$15.00
Bhagavad-gita As It Is
The Bhagavad-gita is the main source-book on yoga and a concise summary of India’s Vedic wisdom. Yet remarkably, the setting for this best-known classic of spiritual literature is an ancient Indian battlefield.
At the last moment before entering battle, the great warrior Arjuna begins to wonder about the real meaning of his life. Why should he fight against his friends and relatives? Why does he exist? Where is he going after death? In the Bhagavad-gita, Lord Krsna, Arjuna’s friend and spiritual master, brings His disciple from perplexity to spiritual enlightenment. In the course of doing so, Krsna concisely but definitively explains transcendental knowledge; karma-yoga, jnana-yoga, dhyana-yoga, and bhakti-yoga; knowledge of the Absolute; devotional service; the three modes of material nature; the divine and demoniac natures; and much more.
Bhagavad-gita As It Is is the largest-selling, most widely used edition of the Gita in the world.
OVER 26 MILLION COPIES SOLD WORLDWIDE.
The Bhagavad-Gita (“Song of God”), which forms eighteen chapters in the epic Mahabharata, presents the core of the Vedic philosophy in a relatively brief seven hundred verses. Celebrated and revered for its profound message, it is the one book turned to by philosophers, yogis, and transcendentalists of nearly all paths of Vedic spirituality. In the West it early inspired, among others, the American Transcendentalists Emerson and Thoreau and has been looked to ever since for its perennial wisdom. It is the essential Vedic text for spiritual realization.
Just on the verge of the historic Battle of Kurukshetra, the warrior Arjuna loses his nerve. Totally distraught and ready to give up on life, he turns to his friend and charioteer, Krishna, for advice, “What should I do?” The conversation that follows effectively deals with humanity’s crucial questions: what is the purpose of life? What happens when we die? Is there a reality beyond this time-bound, physical plane? What is the ultimate cause of all causes? Krishna comprehensively answers all these (and more) and then reveals His own identity as none other than the Supreme Personality of Godhead, appearing on earth to usher in a new era of spiritual understanding.
Throughout the Gita Krishna teaches that the essence of all human pursuit – and the ultimate goal of all pious work, meditation, and austerity – is to develop an attitude of loving service to the Supreme Person. His ultimate instruction, “surrender to Me,” challenges Arjuna – and any reader of the Bhagavad-gita – to transcend religion and belief and to enter the realm of bhakti – devotional service – which alone can fully satisfy the self.
Bhagavad-gita As It Is is unique among Gita commentaries; the author, Srila Prabhupada, represents a line of teachers coming in disciplic succession from Krishna Himself. Prabhupada’s clarity, wit, and faithfulness to the original Sanskrit text make the teachings of the Gita easily accessible to the Western reader.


What you will do: Whenever the word "Give" appears in a line of the data below, copy that line.

(Records from a collection of figures)
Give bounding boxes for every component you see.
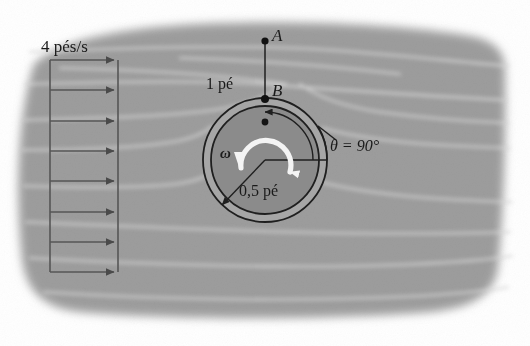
distance-ab-label: 1 pé	[206, 76, 233, 92]
point-a-label: A	[272, 27, 282, 44]
point-b-dot	[261, 95, 269, 103]
point-b-label: B	[272, 82, 282, 99]
inner-axis-dot	[262, 119, 269, 126]
flow-diagram-figure: 4 pés/s A B 1 pé 0,5 pé ω θ = 90°	[0, 0, 530, 346]
radius-label: 0,5 pé	[239, 183, 278, 199]
point-a-dot	[261, 37, 268, 44]
theta-angle-label: θ = 90°	[330, 138, 379, 154]
omega-label: ω	[220, 146, 231, 161]
free-stream-speed-label: 4 pés/s	[41, 38, 88, 55]
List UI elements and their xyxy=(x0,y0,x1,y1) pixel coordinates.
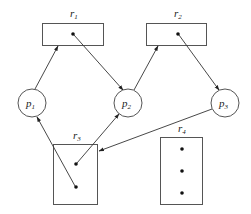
resource-r2: r2 xyxy=(147,7,207,46)
resource-r2-label: r2 xyxy=(174,7,182,21)
resource-r4: r4 xyxy=(161,122,203,205)
resource-r4-label: r4 xyxy=(178,122,186,136)
resource-r4-instance-dot-1 xyxy=(180,147,184,151)
resource-allocation-graph: r1 r2 r3 r4 p1 p2 p3 xyxy=(0,0,251,214)
resource-r4-instance-dot-3 xyxy=(180,191,184,195)
edge-p2-to-r2 xyxy=(134,46,158,90)
process-p1: p1 xyxy=(18,89,46,117)
resource-r1-label: r1 xyxy=(70,7,78,21)
resource-r3-box xyxy=(54,145,98,205)
edge-p1-to-r1 xyxy=(35,46,58,89)
resource-r3-label: r3 xyxy=(73,129,81,143)
resource-r4-instance-dot-2 xyxy=(180,169,184,173)
process-p2: p2 xyxy=(114,89,142,117)
resource-r3: r3 xyxy=(54,129,98,205)
process-p3: p3 xyxy=(211,89,239,117)
resource-r1: r1 xyxy=(43,7,104,46)
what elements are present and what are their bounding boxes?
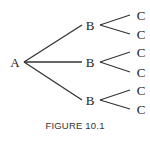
figure-caption: FIGURE 10.1 xyxy=(0,120,150,131)
edge-b3-c5 xyxy=(100,90,130,100)
node-c6: C xyxy=(137,102,146,117)
edge-b1-c2 xyxy=(100,25,130,34)
node-c2: C xyxy=(137,27,146,42)
node-c4: C xyxy=(137,65,146,80)
edge-b2-c4 xyxy=(100,62,130,72)
node-b3: B xyxy=(86,93,95,108)
node-c3: C xyxy=(137,45,146,60)
edge-b3-c6 xyxy=(100,100,130,109)
node-a: A xyxy=(10,55,20,70)
edge-b1-c1 xyxy=(100,15,130,25)
node-b2: B xyxy=(86,55,95,70)
edge-a-b3 xyxy=(24,62,82,100)
edge-b2-c3 xyxy=(100,52,130,62)
edge-a-b1 xyxy=(24,25,82,62)
node-c1: C xyxy=(137,8,146,23)
node-c5: C xyxy=(137,83,146,98)
node-b1: B xyxy=(86,18,95,33)
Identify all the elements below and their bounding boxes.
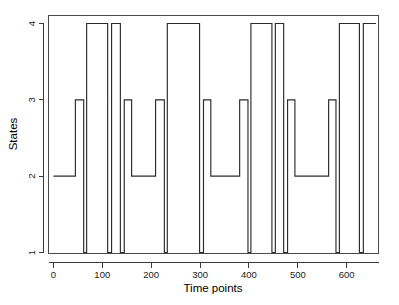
y-tick-label: 3 [26,97,37,102]
x-axis-tick-labels: 0100200300400500600 [51,269,355,280]
x-tick-label: 100 [94,269,110,280]
y-axis-tick-labels: 1234 [26,21,37,255]
x-axis-ticks [53,263,346,268]
step-chart-svg: 0100200300400500600 1234 Time points Sta… [0,0,399,305]
state-sequence-figure: 0100200300400500600 1234 Time points Sta… [0,0,399,305]
x-tick-label: 400 [241,269,257,280]
x-tick-label: 200 [143,269,159,280]
y-tick-label: 2 [26,174,37,179]
y-axis-title: States [7,117,19,150]
y-tick-label: 1 [26,250,37,255]
x-tick-label: 0 [51,269,56,280]
x-tick-label: 600 [339,269,355,280]
y-tick-label: 4 [26,21,37,26]
x-tick-label: 500 [290,269,306,280]
x-tick-label: 300 [192,269,208,280]
x-axis-title: Time points [183,282,242,294]
state-step-line [53,24,376,253]
y-axis-ticks [39,24,44,253]
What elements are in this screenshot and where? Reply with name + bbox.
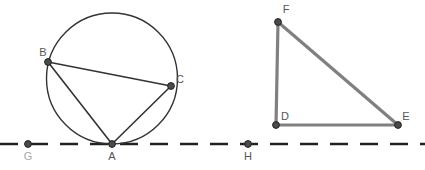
main-circle [47,13,178,144]
geometry-diagram: ABCDEFGH [0,0,425,170]
vertex-marker-G [25,141,32,148]
vertex-marker-E [395,122,402,129]
figure-canvas: ABCDEFGH [0,0,425,170]
chord-group [48,62,171,144]
chord-BC [48,62,171,86]
vertex-marker-D [273,122,280,129]
point-label-D: D [281,110,289,122]
vertex-marker-F [275,19,282,26]
vertex-marker-group [25,19,402,148]
side-DF [276,22,278,125]
triangle-DEF [276,22,398,125]
point-label-H: H [244,150,252,162]
point-label-B: B [39,46,46,58]
point-label-A: A [108,150,116,162]
point-label-E: E [402,110,409,122]
vertex-marker-B [45,59,52,66]
point-label-C: C [176,73,184,85]
chord-AC [112,86,171,144]
point-label-group: ABCDEFGH [24,3,410,162]
vertex-marker-H [245,141,252,148]
side-FE [278,22,398,125]
point-label-F: F [283,3,290,15]
vertex-marker-C [168,83,175,90]
chord-BA [48,62,112,144]
point-label-G: G [24,150,33,162]
vertex-marker-A [109,141,116,148]
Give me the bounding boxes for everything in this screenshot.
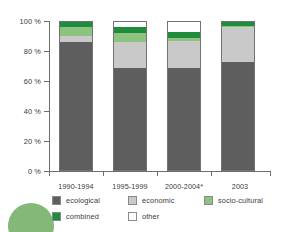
legend-swatch-socio-cultural bbox=[204, 196, 213, 205]
legend-swatch-ecological bbox=[52, 196, 61, 205]
legend-label-other: other bbox=[142, 212, 159, 221]
legend-label-ecological: ecological bbox=[66, 196, 100, 205]
plot-area: 100 % 80 % 60 % 40 % 20 % 0 % bbox=[0, 12, 281, 180]
legend-label-combined: combined bbox=[66, 212, 99, 221]
chart-legend: ecological economic socio-cultural combi… bbox=[52, 196, 280, 226]
x-tick-mark-2 bbox=[157, 172, 158, 176]
legend-item-socio-cultural[interactable]: socio-cultural bbox=[204, 196, 263, 205]
x-tick-mark-4 bbox=[270, 172, 271, 176]
x-tick-mark-0 bbox=[49, 172, 50, 176]
legend-item-combined[interactable]: combined bbox=[52, 212, 99, 221]
legend-item-economic[interactable]: economic bbox=[128, 196, 174, 205]
legend-item-other[interactable]: other bbox=[128, 212, 159, 221]
bar-segment-ecological bbox=[167, 68, 201, 172]
x-axis-label-1: 1995-1999 bbox=[112, 182, 147, 191]
bar-1990-1994[interactable] bbox=[59, 21, 93, 171]
legend-swatch-combined bbox=[52, 212, 61, 221]
bar-segment-ecological bbox=[221, 62, 255, 172]
bar-segment-economic bbox=[221, 27, 255, 62]
bar-segment-other bbox=[167, 21, 201, 32]
stacked-bar-chart-figure: 100 % 80 % 60 % 40 % 20 % 0 % bbox=[0, 0, 281, 232]
legend-label-socio-cultural: socio-cultural bbox=[218, 196, 263, 205]
bar-2000-2004[interactable] bbox=[167, 21, 201, 171]
bar-1995-1999[interactable] bbox=[113, 21, 147, 171]
decorative-green-circle bbox=[8, 203, 54, 232]
bar-segment-ecological bbox=[59, 42, 93, 171]
legend-item-ecological[interactable]: ecological bbox=[52, 196, 100, 205]
bar-segment-ecological bbox=[113, 68, 147, 172]
bar-2003[interactable] bbox=[221, 21, 255, 171]
bar-segment-socio-cultural bbox=[113, 33, 147, 42]
bar-segment-socio-cultural bbox=[59, 27, 93, 36]
x-axis-label-3: 2003 bbox=[232, 182, 248, 191]
x-axis-label-2: 2000-2004* bbox=[165, 182, 203, 191]
bar-segment-economic bbox=[113, 42, 147, 68]
legend-swatch-economic bbox=[128, 196, 137, 205]
x-tick-mark-1 bbox=[103, 172, 104, 176]
bars-layer bbox=[0, 12, 281, 172]
x-axis-label-0: 1990-1994 bbox=[58, 182, 93, 191]
legend-swatch-other bbox=[128, 212, 137, 221]
legend-label-economic: economic bbox=[142, 196, 174, 205]
bar-segment-economic bbox=[167, 41, 201, 68]
x-tick-mark-3 bbox=[211, 172, 212, 176]
x-axis-labels: 1990-1994 1995-1999 2000-2004* 2003 bbox=[0, 182, 281, 194]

Answer space:
Give bounding boxes for every component you see.
Give me the bounding boxes for everything in this screenshot.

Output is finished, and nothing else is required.